When to involve a Medicare-specialist advisor
The interaction between inherited IRA distributions and IRMAA is one of the more complex planning situations in retirement finance — combining two different sets of rules (inherited IRA law and Medicare premium calculation) on a multi-year timeline. It is worth specialist attention when:
- The inherited IRA is large enough that annual distributions alone would push you over an IRMAA threshold
- You also have your own IRAs approaching RMD age and need to sequence distributions across both accounts
- You are considering Roth conversions from your own IRA while also taking inherited IRA distributions
- The original owner's RBD status is unclear and affects your planning flexibility
- You inherited a mix of traditional and Roth IRAs and want to optimize which accounts to draw from and when
A fee-only advisor who specializes in Medicare can model the full 10-year inherited IRA distribution schedule alongside your Social Security, pension, own-IRA RMDs, and Roth conversion plans to minimize the total IRMAA you pay — which on a large inherited IRA can easily amount to $15,000–$50,000 over the distribution period.
- IRS, Treasury Decision T.D. 10001 (July 2024) — final regulations under IRC § 401(a)(9) confirming annual RMD requirements for inherited IRA beneficiaries when decedent died after RBD; 10-year rule under SECURE Act (Pub. L. 116-94, 2019). IRS Retirement Topics — Beneficiary.
- IRS, Publication 590-B (2025) — taxability of inherited IRA distributions; definition of MAGI for IRMAA purposes (AGI + tax-exempt interest per IRC § 62 and § 36B).
- IRS Publication 590-B, Appendix B, Table I — Single Life Expectancy Table (updated 2022, effective for distributions after Jan. 1, 2022).

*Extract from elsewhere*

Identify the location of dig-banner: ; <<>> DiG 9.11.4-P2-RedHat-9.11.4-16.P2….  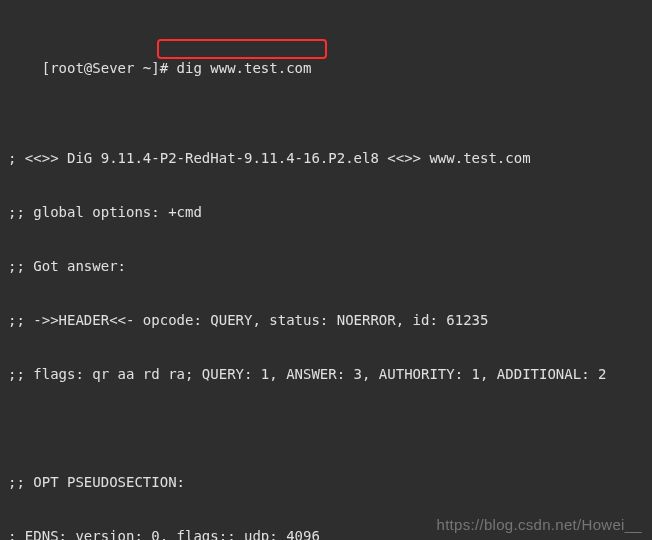
(326, 158).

Factors: age 67 = 21.2, age 68 = 20.2, age 69 = 19.2 (decrease by 1.0 each subsequent year). Available at Fidelity — IRS Single Life Expectancy Table.
- CMS, "2026 Medicare Parts A & B Premiums and Deductibles" (November 2025) — Part B premiums by IRMAA tier; SSA POMS HI 01101.020 (December 2025) — IRMAA sliding scale tables. Part D surcharges per CMS 2026 announcement and Kiplinger. 2026 IRMAA brackets based on 2024 MAGI per IRS data provided to SSA.
- IRS Publication 590-B (2025), "Qualified Charitable Distributions" — QCDs may be made from inherited IRAs by beneficiaries who have reached age 70½; 2026 annual QCD limit $111,000 per individual. See also Fidelity — QCDs and RMDs.
IRMAA bracket values verified as of November 2025 (2026 premium year). Single Life Expectancy Table factors from IRS Pub. 590-B (2025 edition). Inherited IRA distribution rules under SECURE Act and T.D. 10001.